Evidence of the origin of the use of tools is to be found in the habit of some birds in carrying to a height and dropping shell-fish which they have not the strength to break or open; monkeys, too, are known to break cocoa-nuts by dropping them. In these cases the earth itself is used as page 36 a hammer, and the unintentional dropping of a shell or a cocoa-nut offers an easy solution for the origin of the habit, which would readily spread by imitation and inheritance. The next step in the scale of mechanical progress is evidenced in some monkeys, who use a stone as a hammer, or a stick as a lever. Then follows man, with the adaptation of the lever (or handle) to the stone, and the use of sharp-edged stones (knives and axes), and with the advent of fire and the smelting of metals we gradually arrive at the whole series of tools and machines that may be found in an international exhibition.

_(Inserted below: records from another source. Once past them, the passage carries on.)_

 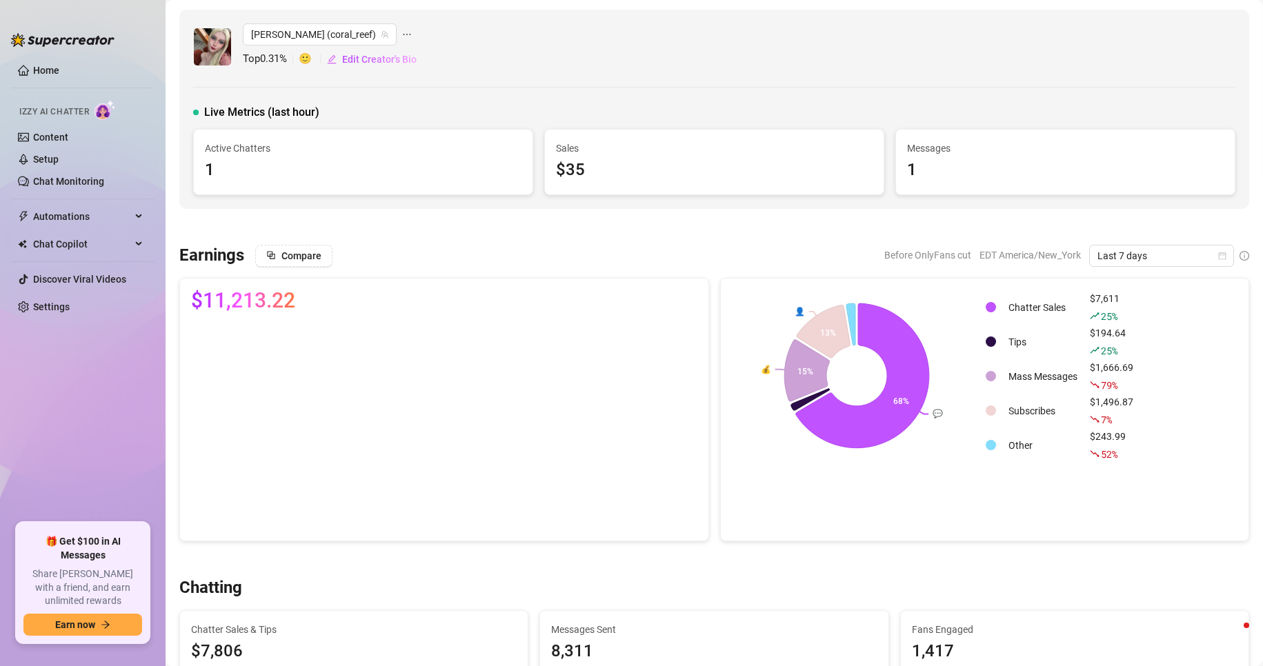 I want to click on span: Earn now, so click(x=75, y=625).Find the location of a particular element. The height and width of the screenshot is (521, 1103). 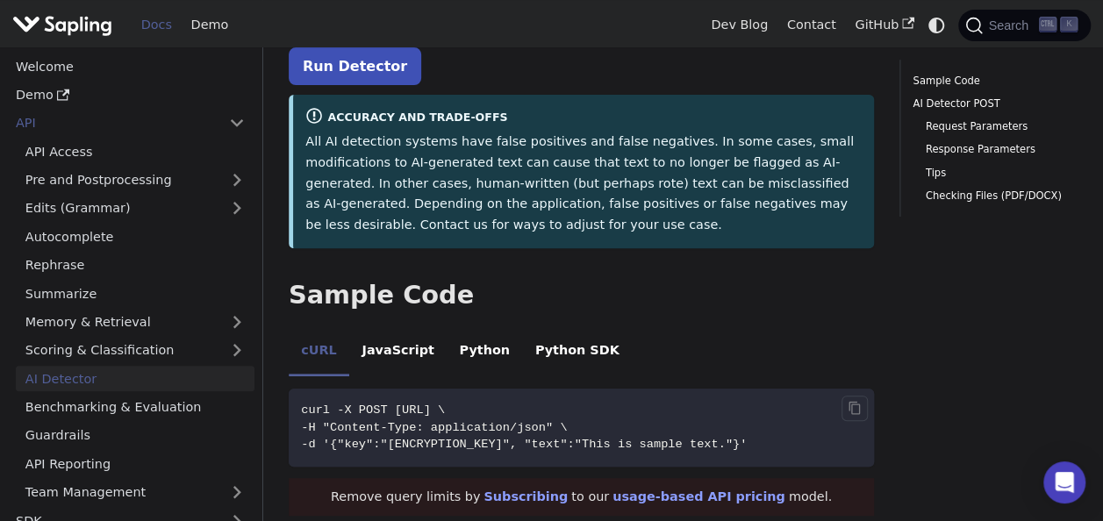

a: Tips is located at coordinates (995, 173).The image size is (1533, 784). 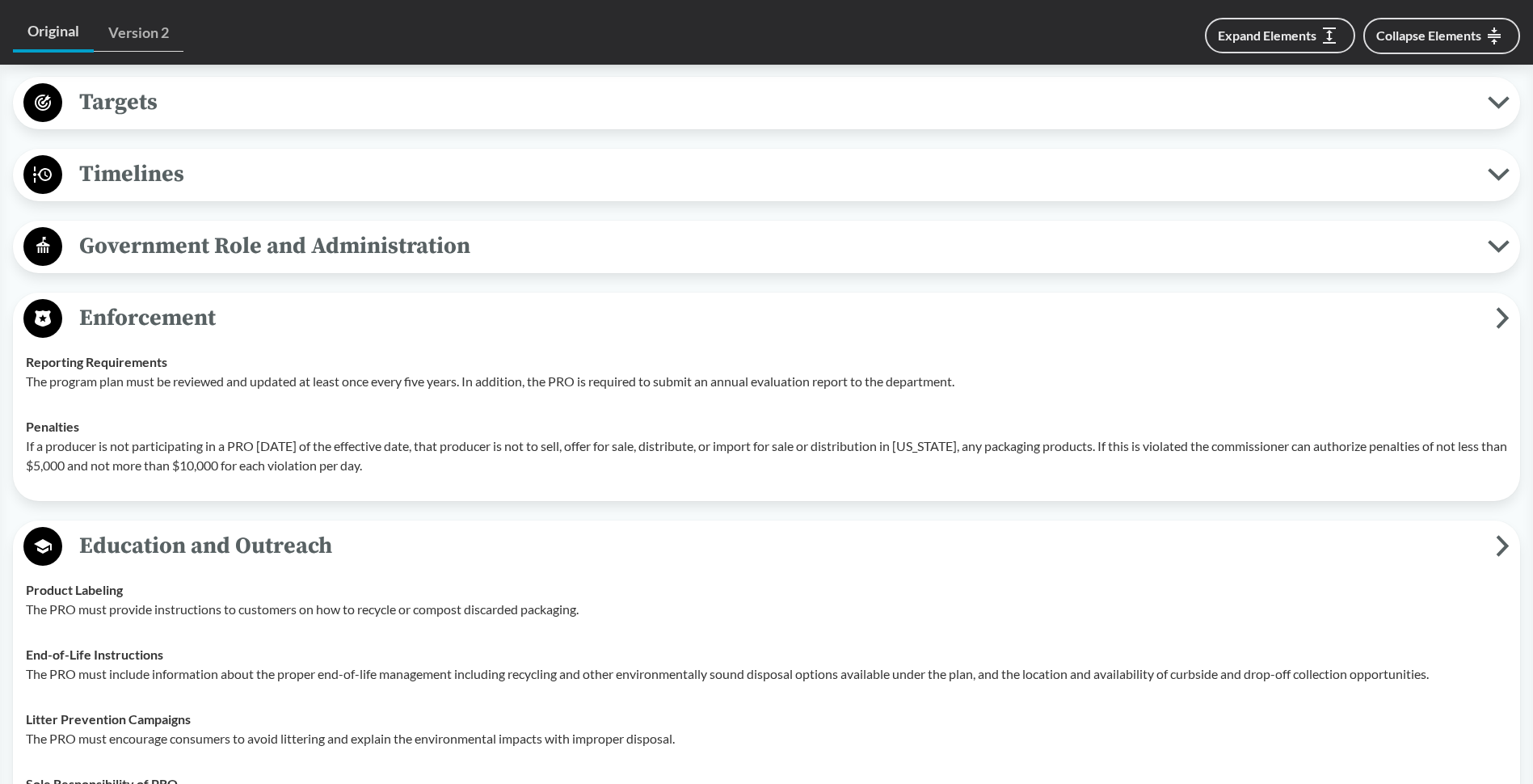 What do you see at coordinates (766, 674) in the screenshot?
I see `p: The PRO must include information about the proper end-of-life management including recycling and ...` at bounding box center [766, 674].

There seems no glimpse of any approach to the creation of fire in any animal but man, though many animals willingly accept its artificial warmth, and prefer the food that is cooked by its aid. In primitive times the chipping of his flint implements must have afforded man many instances of sparks of fire, and possibly of undesigned conflagration, with attendant flame and heat. The observation of this may well have led some thoughtful man to turn the unexpected discovery to profit and to imitate it; and the evolution by friction of a heat similar to that caused by fire might suggest to him or to others the continuance and increase of that friction till flame would be the reward of their curiosity and perseverance. And all this would be the consequence of as clear and simple a train of reasoning as that which led Columbus to discover land to the west of the Atlantic, or James Watt to foresee that the force which could raise the lid of a teakettle could also drive mighty engines.

We do not now dignify either of these men with the title of gods, or suppose that they stole their knowledge from heaven, our times are already too materialistic for that; yet in a preceding age we have the invention of fire attributed to such agency, and the shrewd and patient woman who evolved the primitive art of the culture of corn and fruit figured as a goddess, whose name we still use when speaking of our cereal productions.

Yet, though we no longer dream of referring such inventions or knowledge to supernatural power, though we no longer place faith in fictions of the divinity of the inventors, we, as a majority, present the pitiable spectacle of still accepting such primitive and infantile explanations of all the phenomena that man's intellect has not yet had the per-severance or the opportunity to solve. The inquisitiveness and habit of research evolved in man's natural quests have page 37 led him to continually inquire into the origin and sequence of all the circumstances that he sees around him, and, where want of true knowledge has supervened there have not been wanting those who have offered all sorts of fictitious and baneful explanations. It is the evil of all religions, from that of Confucius to that of Comte, that they are, in the main, a compound of unverified assertions concerning man's physical and social condition, together with a series of self-styled moral aphorisms deduced from such assertions. It is only when the spirit of materialistic inquiry shall be carried into the region of ethics, when every action and idea and sequence of man's intellect and mind shall be accredited solely on the same terms as any other physical fact, that we shall arrive at any true morality, at any assured knowledge of living to the best for ourselves and for each other. Proceeding in this way we shall find that man's intellect will have power to find the solution of all that that intellect can suggest, and to speak of anything further is simply to speak of what is for man non-existent.

It has been my purpose to indicate somewhat of the line and method of thought which may be available in this further research, but each man must be left to travel by himself along that road. Sect and name-following can find no place there; open eyes for Nature's facts, open hearts for Nature's love, these will be our unerring guides to the ever-increasing knowledge, the ever-growing happiness, the ever-higher potentiality of life, and love, and humanity. Farewell.